Friday, August 24, 2007

Grading, Rubrics and Assessment - Oh My!

In the May 2007 Educational Leadership, Rick Stiggins shared this scenario in his article, "Assessment Through the Student's Eyes":

Gail is a 5th grader who gets her math test back with “60 percent” marked at the top. She knows this means another F. So her losing streak continues, she thinks. She's ready to give up on ever connecting with math.

But then her teacher distributes another paper—a worksheet the students will use to learn from their performance on the math test. What's up with this? The worksheet has several columns. Column one lists the 20 test items by number. Column two lists what math proficiency each item tested. The teacher calls the class's attention to the next two columns: Right and Wrong. She asks the students to fill in those columns with checks for each item to indicate their performance on the test. Gail checks 12 right and 8 wrong.

The teacher then asks the students to evaluate as honestly as they can why they got each incorrect item wrong and to check column five if they made a simple mistake and column six if they really don't understand what went wrong. Gail discovers that four of her eight incorrect answers were caused by careless mistakes that she knows how to fix. But four were math problems she really doesn't understand how to solve.

Next, the teacher goes through the list of math concepts covered item by item, enabling Gail and her classmates to determine exactly what concepts they don't understand. Gail discovers that all four of her wrong answers that reflect a true lack of understanding arise from the same gap in her problem-solving ability: subtracting 3-digit numbers with regrouping. If she had just avoided those careless mistakes and had also overcome this one gap in understanding, she might have received 100 percent. Imagine that! If she could just do the test over . . .



What do you notice about the meaning of "success" in this classroom?

How did this teacher empower the students in her classroom to take responsibility for their success?

What similar things are you planning to do in your classroom this year?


▶ [Aim of the task]
Count the lines below that contain "glands". Answer with the number alone.

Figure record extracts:
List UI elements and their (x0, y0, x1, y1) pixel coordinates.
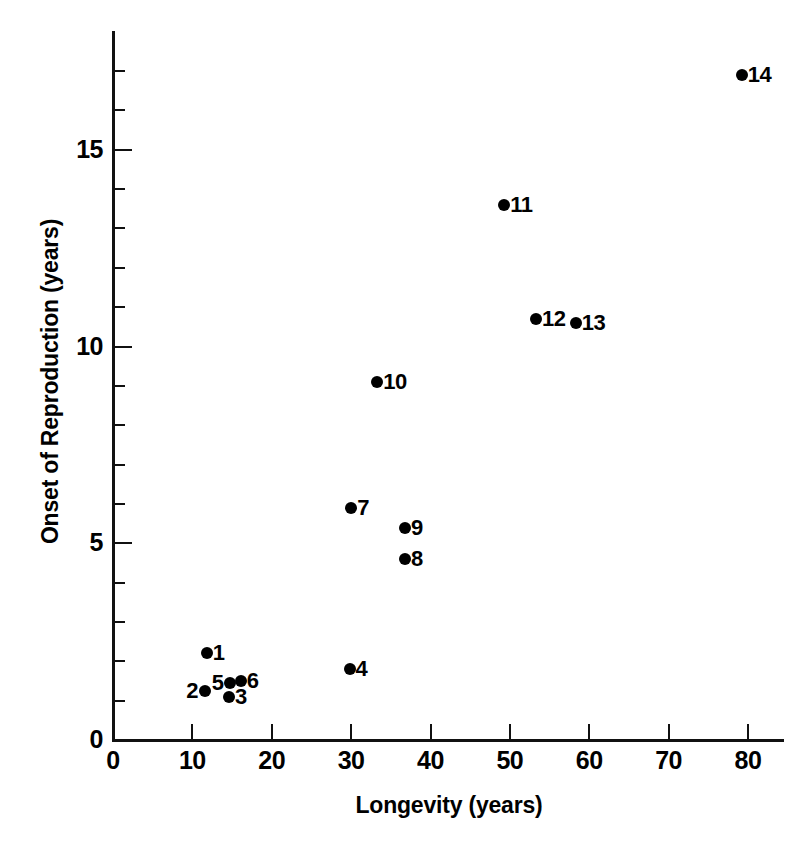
data-point-marker (201, 647, 213, 659)
x-tick-major (191, 724, 193, 740)
x-tick-major (271, 724, 273, 740)
y-tick-major (115, 346, 132, 348)
data-point-marker (223, 691, 235, 703)
x-tick-label: 0 (83, 748, 143, 773)
data-point-label: 5 (212, 672, 224, 694)
data-point-label: 2 (186, 680, 198, 702)
data-point-marker (736, 69, 748, 81)
data-point-label: 3 (235, 686, 247, 708)
x-tick-label: 60 (559, 748, 619, 773)
y-tick-major (115, 739, 132, 741)
scatter-plot-figure: 051015 01020304050607080 123456789101112… (0, 0, 808, 842)
y-tick-label: 15 (59, 137, 103, 162)
data-point-marker (345, 502, 357, 514)
y-tick-minor (115, 621, 125, 623)
data-point-label: 9 (411, 517, 423, 539)
y-tick-minor (115, 109, 125, 111)
y-tick-minor (115, 582, 125, 584)
x-axis-title: Longevity (years) (113, 792, 785, 819)
y-tick-minor (115, 188, 125, 190)
data-point-marker (498, 199, 510, 211)
y-tick-minor (115, 267, 125, 269)
y-tick-label: 5 (59, 530, 103, 555)
y-tick-label: 10 (59, 334, 103, 359)
y-tick-minor (115, 385, 125, 387)
y-tick-minor (115, 70, 125, 72)
x-tick-major (588, 724, 590, 740)
x-tick-major (350, 724, 352, 740)
data-point-marker (344, 663, 356, 675)
x-tick-label: 50 (480, 748, 540, 773)
y-tick-minor (115, 503, 125, 505)
x-tick-major (509, 724, 511, 740)
data-point-marker (530, 313, 542, 325)
x-tick-label: 30 (321, 748, 381, 773)
data-point-marker (570, 317, 582, 329)
data-point-label: 10 (383, 371, 406, 393)
data-point-label: 12 (542, 308, 565, 330)
x-tick-major (430, 724, 432, 740)
x-axis-line (112, 739, 784, 742)
data-point-label: 6 (247, 670, 259, 692)
y-tick-minor (115, 306, 125, 308)
data-point-marker (235, 675, 247, 687)
x-tick-label: 70 (639, 748, 699, 773)
data-point-label: 11 (510, 194, 532, 216)
y-tick-minor (115, 227, 125, 229)
y-tick-minor (115, 464, 125, 466)
data-point-label: 7 (357, 497, 369, 519)
x-tick-label: 10 (162, 748, 222, 773)
data-point-label: 13 (582, 312, 605, 334)
y-tick-major (115, 149, 132, 151)
x-tick-label: 40 (401, 748, 461, 773)
y-tick-minor (115, 424, 125, 426)
data-point-marker (399, 553, 411, 565)
x-tick-label: 20 (242, 748, 302, 773)
data-point-label: 8 (411, 548, 423, 570)
y-tick-minor (115, 700, 125, 702)
data-point-marker (199, 685, 211, 697)
data-point-marker (399, 522, 411, 534)
y-tick-major (115, 542, 132, 544)
data-point-marker (371, 376, 383, 388)
y-tick-minor (115, 660, 125, 662)
data-point-label: 14 (748, 64, 771, 86)
data-point-label: 1 (213, 642, 225, 664)
x-tick-major (747, 724, 749, 740)
x-tick-label: 80 (718, 748, 778, 773)
x-tick-major (668, 724, 670, 740)
y-axis-title: Onset of Reproduction (years) (37, 26, 64, 737)
data-point-label: 4 (356, 658, 368, 680)
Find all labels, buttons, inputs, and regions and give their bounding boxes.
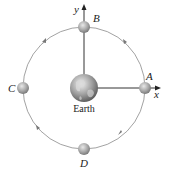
arrow-icon [123,39,127,44]
satellite-c [17,82,29,94]
satellite-d [78,143,90,155]
arrow-icon [118,130,122,135]
y-axis-label: y [73,3,79,15]
earth-icon [70,74,98,102]
point-label-b: B [93,12,100,24]
point-label-d: D [79,157,88,169]
earth-label: Earth [73,103,95,114]
orbit-diagram: A B C D x y Earth [0,0,169,175]
satellite-b [78,21,90,33]
point-label-a: A [145,70,153,82]
arrow-icon [42,38,46,43]
x-axis-label: x [153,88,159,100]
point-label-c: C [8,82,16,94]
satellite-a [139,82,151,94]
y-axis-arrow-icon [82,4,87,10]
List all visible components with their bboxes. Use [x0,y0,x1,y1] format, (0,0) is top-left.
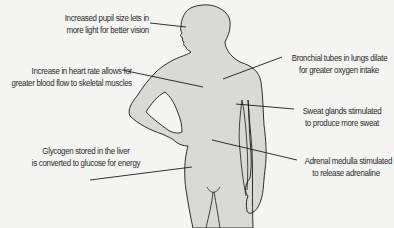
annotation-pupil: Increased pupil size lets in more light … [65,12,149,36]
body-response-diagram: Increased pupil size lets in more light … [0,0,394,228]
annotation-bronchial: Bronchial tubes in lungs dilate for grea… [292,52,387,76]
annotation-line: Increase in heart rate allows for [12,65,132,77]
annotation-line: more light for better vision [65,24,149,36]
annotation-line: Adrenal medulla stimulated [305,155,388,167]
annotation-line: Increased pupil size lets in [65,12,149,24]
annotation-line: for greater oxygen intake [292,64,387,76]
annotation-glycogen: Glycogen stored in the liver is converte… [31,145,141,169]
annotation-line: Glycogen stored in the liver [31,145,141,157]
annotation-line: to release adrenaline [305,167,388,179]
leader-pupil [150,23,186,27]
annotation-line: Sweat glands stimulated [301,105,384,117]
annotation-line: to produce more sweat [301,117,384,129]
annotation-line: greater blood flow to skeletal muscles [12,77,132,89]
annotation-heart: Increase in heart rate allows for greate… [12,65,132,89]
annotation-line: is converted to glucose for energy [31,157,141,169]
annotation-line: Bronchial tubes in lungs dilate [292,52,387,64]
annotation-adrenal: Adrenal medulla stimulated to release ad… [305,155,388,179]
annotation-sweat: Sweat glands stimulated to produce more … [301,105,384,129]
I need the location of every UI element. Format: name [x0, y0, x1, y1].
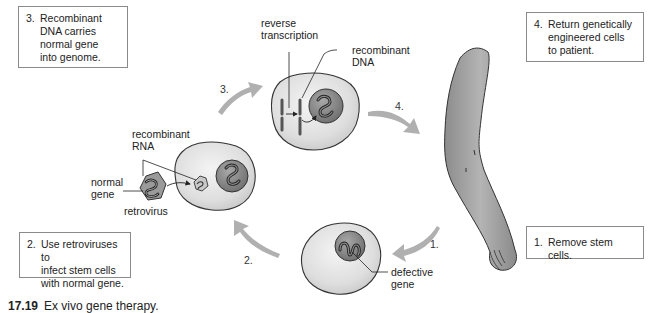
step-4-box: 4. Return genetically engineered cells t…: [526, 12, 644, 62]
step-3-number: 3.: [26, 12, 35, 25]
patient-arm-illustration: [445, 48, 517, 270]
defective-stem-cell: [302, 223, 388, 294]
label-defective-gene: defective gene: [391, 266, 433, 290]
step-3-box: 3. Recombinant DNA carries normal gene i…: [18, 6, 128, 68]
engineered-cell: [272, 50, 360, 150]
arrow-label-3: 3.: [220, 83, 229, 95]
step-4-number: 4.: [534, 18, 543, 31]
step-3-text: Recombinant DNA carries normal gene into…: [40, 12, 121, 64]
arrow-2: [234, 220, 280, 258]
label-retrovirus: retrovirus: [124, 205, 168, 217]
step-4-text: Return genetically engineered cells to p…: [548, 18, 637, 57]
label-reverse-transcription: reverse transcription: [261, 17, 318, 41]
step-2-box: 2. Use retroviruses to infect stem cells…: [19, 232, 131, 278]
figure-caption-text: Ex vivo gene therapy.: [44, 299, 159, 313]
figure-caption: 17.19Ex vivo gene therapy.: [8, 299, 159, 313]
step-2-number: 2.: [27, 238, 36, 251]
label-normal-gene: normal gene: [91, 176, 123, 200]
arrow-label-1: 1.: [430, 238, 439, 250]
step-1-box: 1. Remove stem cells.: [526, 226, 644, 259]
step-1-number: 1.: [534, 236, 543, 249]
arrow-label-4: 4.: [395, 100, 404, 112]
arrow-label-2: 2.: [244, 254, 253, 266]
figure-number: 17.19: [8, 299, 38, 313]
label-recombinant-rna: recombinant RNA: [132, 128, 190, 152]
step-1-text: Remove stem cells.: [548, 236, 637, 262]
arrow-4: [368, 111, 420, 134]
label-recombinant-dna: recombinant DNA: [352, 44, 410, 68]
step-2-text: Use retroviruses to infect stem cells wi…: [41, 238, 124, 290]
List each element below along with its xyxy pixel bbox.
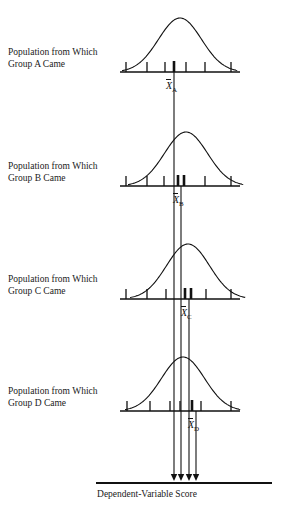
mean-symbol-b: X: [173, 194, 179, 205]
distribution-curve-b: [128, 132, 243, 185]
mean-label-group-d: XD: [188, 419, 199, 433]
mean-subscript-b: B: [179, 200, 184, 208]
panel-label-group-c: Population from Which Group C Came: [8, 274, 120, 297]
mean-subscript-c: C: [187, 313, 192, 321]
panel-label-group-a: Population from Which Group A Came: [8, 47, 120, 70]
distribution-curve-d: [125, 357, 240, 410]
mean-arrowhead-c: [186, 474, 192, 481]
distribution-curve-a: [122, 18, 237, 71]
mean-arrowhead-a: [171, 474, 177, 481]
dependent-variable-axis-caption: Dependent-Variable Score: [0, 489, 294, 499]
mean-symbol-c: X: [181, 307, 187, 318]
mean-subscript-a: A: [172, 86, 177, 94]
mean-subscript-d: D: [194, 425, 199, 433]
mean-symbol-d: X: [188, 419, 194, 430]
figure-canvas: [0, 0, 294, 514]
mean-label-group-b: XB: [173, 194, 184, 208]
mean-arrowhead-d: [193, 474, 199, 481]
mean-label-group-a: XA: [166, 80, 177, 94]
panel-label-group-b: Population from Which Group B Came: [8, 161, 120, 184]
mean-symbol-a: X: [166, 80, 172, 91]
anova-population-distributions-figure: Population from Which Group A Came Popul…: [0, 0, 294, 514]
panel-label-group-d: Population from Which Group D Came: [8, 386, 120, 409]
mean-label-group-c: XC: [181, 307, 192, 321]
mean-arrowhead-b: [178, 474, 184, 481]
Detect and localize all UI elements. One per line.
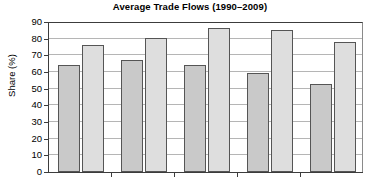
y-tick-label: 50 (31, 83, 42, 94)
y-axis: Share (%) 0102030405060708090 (0, 22, 48, 172)
y-tick-label: 90 (31, 16, 42, 27)
chart-title: Average Trade Flows (1990–2009) (0, 1, 380, 12)
x-tick-mark (300, 172, 301, 177)
y-tick-label: 30 (31, 116, 42, 127)
bar (208, 28, 230, 172)
x-tick-mark (174, 172, 175, 177)
bar (184, 65, 206, 172)
bar (58, 65, 80, 173)
bar (271, 30, 293, 173)
bar (334, 42, 356, 172)
y-tick-label: 80 (31, 33, 42, 44)
bar (247, 73, 269, 172)
y-tick-label: 70 (31, 49, 42, 60)
y-tick-label: 40 (31, 99, 42, 110)
x-tick-mark (237, 172, 238, 177)
y-tick-label: 20 (31, 133, 42, 144)
y-tick-label: 10 (31, 149, 42, 160)
chart-figure: Average Trade Flows (1990–2009) Share (%… (0, 0, 380, 180)
y-tick-label: 0 (37, 166, 42, 177)
bar (310, 84, 332, 172)
y-tick-label: 60 (31, 66, 42, 77)
y-tick-labels: 0102030405060708090 (0, 22, 48, 172)
bar (82, 45, 104, 173)
bars-layer (49, 23, 362, 172)
x-tick-mark (111, 172, 112, 177)
plot-area (48, 22, 363, 172)
bar (145, 38, 167, 172)
bar (121, 60, 143, 172)
x-axis-ticks (48, 172, 363, 180)
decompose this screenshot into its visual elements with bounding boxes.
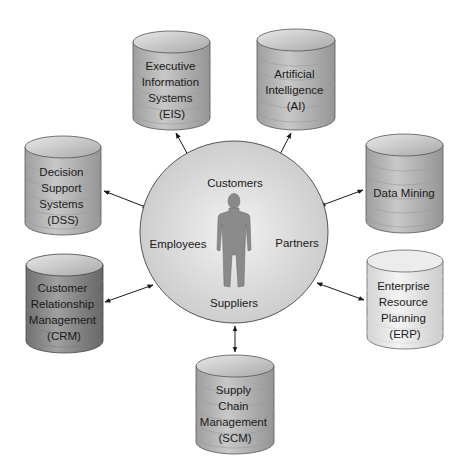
erp-line-4: (ERP)	[389, 328, 420, 340]
dss-line-1: Decision	[39, 166, 83, 178]
label-partners: Partners	[275, 237, 319, 249]
label-suppliers: Suppliers	[210, 297, 258, 309]
connector-dm	[320, 190, 363, 206]
connector-dss	[104, 191, 148, 208]
crm-line-4: (CRM)	[47, 330, 81, 342]
erp-line-1: Enterprise	[377, 280, 429, 292]
eis-line-2: Information	[142, 76, 200, 88]
cylinder-scm: Supply Chain Management (SCM)	[196, 355, 274, 454]
eis-line-4: (EIS)	[159, 108, 185, 120]
eis-line-3: Systems	[148, 92, 192, 104]
information-systems-diagram: Customers Employees Partners Suppliers E…	[0, 0, 467, 467]
connector-crm	[105, 285, 153, 302]
crm-line-3: Management	[29, 314, 97, 326]
svg-text:Data Mining: Data Mining	[373, 187, 434, 199]
dm-line-1: Data Mining	[373, 187, 434, 199]
cylinder-data-mining: Data Mining	[366, 134, 443, 233]
ai-line-3: (AI)	[287, 100, 306, 112]
dss-line-4: (DSS)	[47, 214, 78, 226]
erp-line-2: Resource	[379, 296, 428, 308]
label-employees: Employees	[150, 238, 207, 250]
dss-line-2: Support	[41, 182, 82, 194]
cylinder-erp: Enterprise Resource Planning (ERP)	[367, 250, 443, 349]
crm-line-1: Customer	[37, 282, 87, 294]
scm-line-1: Supply	[216, 384, 251, 396]
cylinder-ai: Artificial Intelligence (AI)	[257, 29, 335, 130]
dss-line-3: Systems	[39, 198, 83, 210]
ai-line-1: Artificial	[274, 68, 314, 80]
scm-line-3: Management	[200, 416, 268, 428]
eis-line-1: Executive	[145, 60, 195, 72]
crm-line-2: Relationship	[31, 298, 94, 310]
cylinder-dss: Decision Support Systems (DSS)	[25, 136, 101, 235]
ai-line-2: Intelligence	[265, 84, 323, 96]
scm-line-4: (SCM)	[218, 432, 251, 444]
erp-line-3: Planning	[381, 312, 426, 324]
label-customers: Customers	[207, 177, 263, 189]
center-stakeholders: Customers Employees Partners Suppliers	[140, 141, 328, 323]
cylinder-crm: Customer Relationship Management (CRM)	[26, 254, 103, 353]
scm-line-2: Chain	[218, 400, 248, 412]
cylinder-eis: Executive Information Systems (EIS)	[133, 31, 210, 130]
connector-erp	[317, 283, 364, 300]
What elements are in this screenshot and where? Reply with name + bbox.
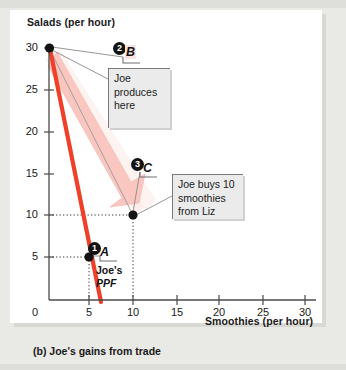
x-tick-label-25: 25 — [254, 306, 272, 318]
point-label-c: C — [143, 161, 152, 175]
callout-buys-line1: Joe buys 10 — [178, 178, 238, 192]
y-tick-label-0: 0 — [20, 306, 38, 318]
y-axis-title: Salads (per hour) — [27, 16, 115, 28]
callout-buys-line2: smoothies — [178, 192, 238, 206]
callout-buys-line3: from Liz — [178, 205, 238, 219]
y-tick-label-30: 30 — [20, 41, 38, 53]
ppf-label-line1: Joe's — [96, 264, 122, 277]
callout-produces-line1: Joe — [114, 72, 165, 86]
callout-produces-line3: here — [114, 99, 165, 113]
figure-panel: Salads (per hour) Smoothies (per hour) 3… — [0, 0, 346, 370]
ppf-label-line2: PPF — [96, 277, 122, 290]
x-tick-label-15: 15 — [168, 306, 186, 318]
callout-produces-line2: produces — [114, 86, 165, 100]
point-B — [45, 43, 54, 52]
x-tick-label-10: 10 — [124, 306, 142, 318]
figure-caption: (b) Joe's gains from trade — [33, 345, 161, 357]
x-tick-label-30: 30 — [296, 306, 314, 318]
y-tick-label-15: 15 — [20, 167, 38, 179]
y-tick-label-25: 25 — [20, 83, 38, 95]
point-label-b: B — [125, 45, 136, 59]
y-tick-label-20: 20 — [20, 125, 38, 137]
point-C — [128, 210, 137, 219]
y-tick-label-10: 10 — [20, 208, 38, 220]
point-label-a: A — [100, 245, 109, 259]
x-tick-label-5: 5 — [80, 306, 98, 318]
ppf-line-label: Joe's PPF — [96, 264, 122, 290]
callout-joe-produces-here: Joe produces here — [108, 68, 170, 128]
callout-joe-buys-smoothies: Joe buys 10 smoothies from Liz — [172, 174, 243, 219]
x-tick-label-20: 20 — [210, 306, 228, 318]
y-tick-label-5: 5 — [20, 250, 38, 262]
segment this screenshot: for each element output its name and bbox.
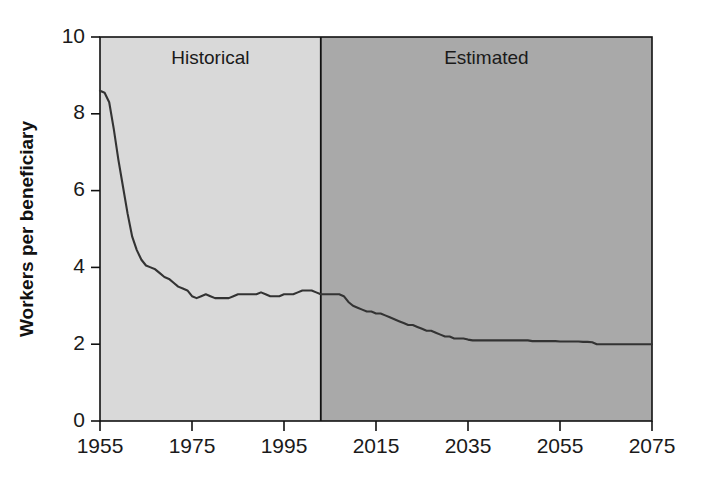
x-tick-label: 1995 [261, 434, 308, 457]
y-tick-label: 0 [73, 408, 85, 431]
chart-figure: 0246810 1955197519952015203520552075 Wor… [0, 0, 709, 480]
y-tick-label: 6 [73, 177, 85, 200]
region-historical-fill [100, 37, 321, 421]
x-tick-label: 2055 [537, 434, 584, 457]
historical-region-label: Historical [171, 47, 249, 68]
plot-regions [100, 37, 652, 421]
x-tick-label: 1955 [77, 434, 124, 457]
y-tick-label: 8 [73, 100, 85, 123]
x-tick-label: 2035 [445, 434, 492, 457]
y-tick-label: 2 [73, 331, 85, 354]
y-axis-title: Workers per beneficiary [16, 121, 37, 338]
workers-per-beneficiary-chart: 0246810 1955197519952015203520552075 Wor… [0, 0, 709, 480]
estimated-region-label: Estimated [444, 47, 528, 68]
y-tick-label: 10 [62, 24, 85, 47]
x-tick-label: 2075 [629, 434, 676, 457]
x-tick-label: 1975 [169, 434, 216, 457]
region-estimated-fill [321, 37, 652, 421]
y-tick-label: 4 [73, 254, 85, 277]
x-tick-label: 2015 [353, 434, 400, 457]
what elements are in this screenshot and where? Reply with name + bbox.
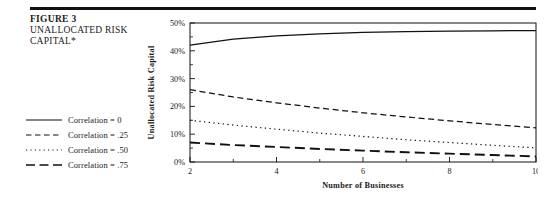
- figure-page: FIGURE 3 UNALLOCATED RISK CAPITAL* Corre…: [0, 0, 544, 202]
- line-long-dashed-icon: [26, 160, 62, 170]
- y-axis-title-text: Unallocated Risk Capital: [147, 45, 156, 139]
- figure-title-line-2: CAPITAL*: [30, 36, 158, 47]
- line-dashed-icon: [26, 130, 62, 140]
- x-axis-ticks: 246810: [188, 157, 538, 176]
- x-axis-title: Number of Businesses: [322, 181, 404, 190]
- y-tick-label: 10%: [170, 130, 185, 139]
- x-axis-title-text: Number of Businesses: [322, 181, 404, 190]
- plot-frame: [190, 23, 536, 162]
- chart-series: [190, 31, 536, 157]
- x-tick-label: 10: [532, 167, 538, 176]
- y-axis-ticks: 0%10%20%30%40%50%: [170, 19, 195, 167]
- legend-item: Correlation = .50: [26, 142, 156, 157]
- line-dotted-icon: [26, 145, 62, 155]
- legend-item: Correlation = .75: [26, 157, 156, 172]
- y-tick-label: 40%: [170, 47, 185, 56]
- y-tick-label: 0%: [174, 158, 185, 167]
- y-axis-title: Unallocated Risk Capital: [147, 45, 156, 139]
- unallocated-risk-capital-chart: Unallocated Risk Capital 0%10%20%30%40%5…: [146, 14, 538, 190]
- chart-plot-area: Unallocated Risk Capital 0%10%20%30%40%5…: [146, 14, 538, 190]
- y-tick-label: 20%: [170, 102, 185, 111]
- legend-item: Correlation = 0: [26, 112, 156, 127]
- series-line: [190, 31, 536, 46]
- x-tick-label: 4: [274, 167, 278, 176]
- x-tick-label: 8: [447, 167, 451, 176]
- top-rule-divider: [30, 7, 536, 10]
- y-tick-label: 30%: [170, 75, 185, 84]
- x-tick-label: 2: [188, 167, 192, 176]
- series-line: [190, 143, 536, 157]
- series-line: [190, 120, 536, 148]
- legend-item-label: Correlation = .25: [68, 130, 128, 140]
- figure-number: FIGURE 3: [30, 14, 158, 25]
- y-tick-label: 50%: [170, 19, 185, 28]
- plot-border: [190, 23, 536, 162]
- legend-item: Correlation = .25: [26, 127, 156, 142]
- legend-item-label: Correlation = .75: [68, 160, 128, 170]
- figure-title-line-1: UNALLOCATED RISK: [30, 25, 158, 36]
- legend-item-label: Correlation = 0: [68, 115, 122, 125]
- x-tick-label: 6: [361, 167, 365, 176]
- series-line: [190, 90, 536, 128]
- line-solid-icon: [26, 115, 62, 125]
- figure-caption-block: FIGURE 3 UNALLOCATED RISK CAPITAL*: [30, 14, 158, 47]
- chart-legend: Correlation = 0 Correlation = .25 Correl…: [26, 112, 156, 172]
- legend-item-label: Correlation = .50: [68, 145, 128, 155]
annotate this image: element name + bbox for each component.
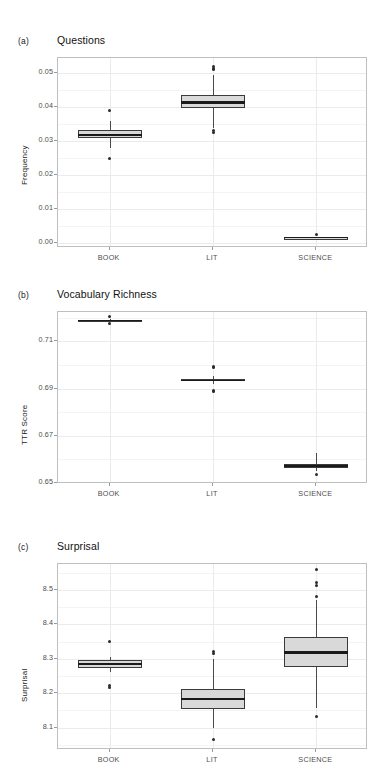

▶ [Solution for this task]
2